Imitation Isn't Just The Sincerest Form Of Flattery; It Can Be An Important Business Strategy
from the if-done-right dept
Just recently, we discussed yet another in a long line of studies suggesting that imitation is often the most successful strategy for businesses to take. It appears that this topic may get a lot more attention soon, which is a good thing. Copycense points us to a fantastic Boston Globe article that discusses "the imitation economy" and the "myth" that copying is a bad thing. It's based on a forthcoming book, called Copycats: How Smart Companies Use Imitation to Gain a Strategic Edge that tries to dismiss the myths about copying being automatically "bad."The article mentions -- as we've pointed out for years -- that for all of Apple's success, it's really mostly been good at taking existing ideas and packaging them up nicely. But that's incredibly valuable. There's very little that's new in the iPhone or the iPad -- but the way they're put together and the way they're sold is what has made them a success and made them so valuable. It highlights the value of the process of taking ideas and making them useful, rather than just assuming that the idea is the most important part.
As a part of that, the article highlights how the common argument against copying is effectively a myth. The idea that if you have a good idea some big company will just come along and copy it, rarely works:
That means when companies copy they often do it clumsily. Shenkar offers the example of the legacy airlines in the United States and their response to the low-cost threat of Southwest Airlines. Most set up copycat airlines of their own: United with TED, Continental with CALite, Delta with Song. All quickly failed.Indeed. We've pointed out this kind of "cargo cult copying" in the past as well. Copying is not nearly as "easy" as some make it out to be, because those doing the "copying" often are only copying the superficial aspects, without recognizing the underlying reasons why something works. It's why IBM failed at copying Microsoft years ago. It's why Microsoft failed at copying Google. They tried to directly imitate on the surface, rather than understanding the underlying aspects of what's happening.
The problem, Shenkar argues, is that in their scramble to copy Southwest, the bigger airlines failed to see the ways that central pillars of Southwest's strategy -- lower pay, short point-to-point flights, a fleet of identical smaller planes -- were incompatible with the union contracts, hub-and-spoke route structures, and larger craft the traditional carriers were saddled with.
That's why copying, by itself, isn't as "dangerous" as some make it out to be. And, in fact, it's quite beneficial in many cases. And, it turns out that this hatred of imitation is a rather recent phenomenon:
Shenkar traces our innovation fetish back to the late 18th century. Before that -- for most of Western history, in other words -- copying was valued just as highly as creation, and sometimes more. "In the Roman Empire, where imitation was used to align the diverse cultures and institutions of the far-flung empire under a single umbrella, it served as the official pedagogy," he writes in his book. Centuries later, Adam Smith wrote that imitation should be given "the status of a creative art." But the Romantic Age, with its celebration of the sui generis and the solitary genius -- philosophers like Rousseau, poets like Shelley, and scientist-inventors like Humphry Davy -- began to change that. Copying came to be seen as disreputable, as a refuge for the unimaginative.The book sounds great. It points out that there are benefits to allowing copying -- since it allows for more actual innovation in the form of taking what others have done and improving on it, while pointing out that pure copying usually isn't enough to be effective. In other words: allowing copying is good because it drives innovation, but the actual practice of innovation goes beyond just a straight copy. So we shouldn't be so against copying at all. We should be encouraging smart copying that drives innovation forward.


● **Exercise goal**: Reproduce the records below exactly; the images should not appear.

+++ Supplied material +++

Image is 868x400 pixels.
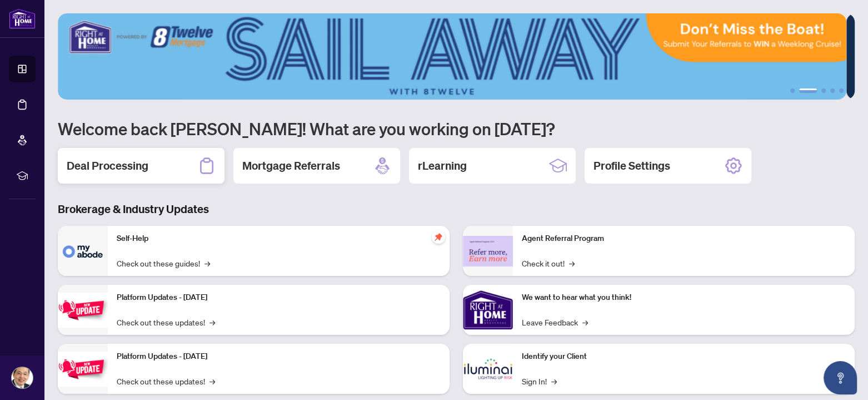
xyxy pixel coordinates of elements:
h2: Profile Settings [594,158,671,174]
a: Check out these updates!→ [117,316,215,328]
span: → [209,375,215,387]
img: Platform Updates - July 21, 2025 [58,292,108,328]
p: Agent Referral Program [522,233,846,245]
button: 5 [839,89,844,93]
span: → [205,257,210,269]
span: → [569,257,575,269]
a: Check out these updates!→ [117,375,215,387]
span: → [209,316,215,328]
button: Open asap [824,361,857,394]
img: Identify your Client [463,344,513,394]
img: We want to hear what you think! [463,285,513,335]
a: Check it out!→ [522,257,575,269]
h3: Brokerage & Industry Updates [58,201,855,217]
span: → [552,375,557,387]
a: Sign In!→ [522,375,557,387]
h2: rLearning [418,158,467,174]
p: Platform Updates - [DATE] [117,291,441,304]
img: logo [9,8,36,29]
h2: Mortgage Referrals [242,158,340,174]
p: Self-Help [117,233,441,245]
span: → [583,316,588,328]
h2: Deal Processing [67,158,148,174]
button: 2 [799,89,817,93]
img: Profile Icon [12,367,33,388]
img: Platform Updates - July 8, 2025 [58,351,108,387]
p: Identify your Client [522,350,846,363]
button: 3 [822,89,826,93]
button: 4 [831,89,835,93]
p: Platform Updates - [DATE] [117,350,441,363]
span: pushpin [432,230,445,243]
p: We want to hear what you think! [522,291,846,304]
img: Slide 1 [58,13,846,100]
button: 1 [791,89,795,93]
a: Check out these guides!→ [117,257,210,269]
img: Agent Referral Program [463,236,513,266]
h1: Welcome back [PERSON_NAME]! What are you working on [DATE]? [58,118,855,139]
img: Self-Help [58,226,108,276]
a: Leave Feedback→ [522,316,588,328]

+++

● **Completed exercise**:
Image is 868x400 pixels.
xyxy pixel coordinates of elements:
h2: Profile Settings [594,158,671,174]
a: Check out these updates!→ [117,316,215,328]
span: → [209,375,215,387]
img: Platform Updates - July 21, 2025 [58,292,108,328]
p: Agent Referral Program [522,233,846,245]
button: 5 [839,89,844,93]
span: → [205,257,210,269]
span: → [569,257,575,269]
a: Check out these updates!→ [117,375,215,387]
span: → [209,316,215,328]
button: Open asap [824,361,857,394]
img: Identify your Client [463,344,513,394]
img: We want to hear what you think! [463,285,513,335]
a: Check it out!→ [522,257,575,269]
h3: Brokerage & Industry Updates [58,201,855,217]
span: → [552,375,557,387]
a: Sign In!→ [522,375,557,387]
h2: rLearning [418,158,467,174]
p: Platform Updates - [DATE] [117,291,441,304]
img: logo [9,8,36,29]
h2: Mortgage Referrals [242,158,340,174]
p: Self-Help [117,233,441,245]
span: → [583,316,588,328]
h2: Deal Processing [67,158,148,174]
button: 2 [799,89,817,93]
img: Profile Icon [12,367,33,388]
img: Platform Updates - July 8, 2025 [58,351,108,387]
p: Identify your Client [522,350,846,363]
button: 3 [822,89,826,93]
button: 4 [831,89,835,93]
p: Platform Updates - [DATE] [117,350,441,363]
span: pushpin [432,230,445,243]
p: We want to hear what you think! [522,291,846,304]
img: Slide 1 [58,13,846,100]
button: 1 [791,89,795,93]
a: Check out these guides!→ [117,257,210,269]
img: Agent Referral Program [463,236,513,266]
h1: Welcome back [PERSON_NAME]! What are you working on [DATE]? [58,118,855,139]
img: Self-Help [58,226,108,276]
a: Leave Feedback→ [522,316,588,328]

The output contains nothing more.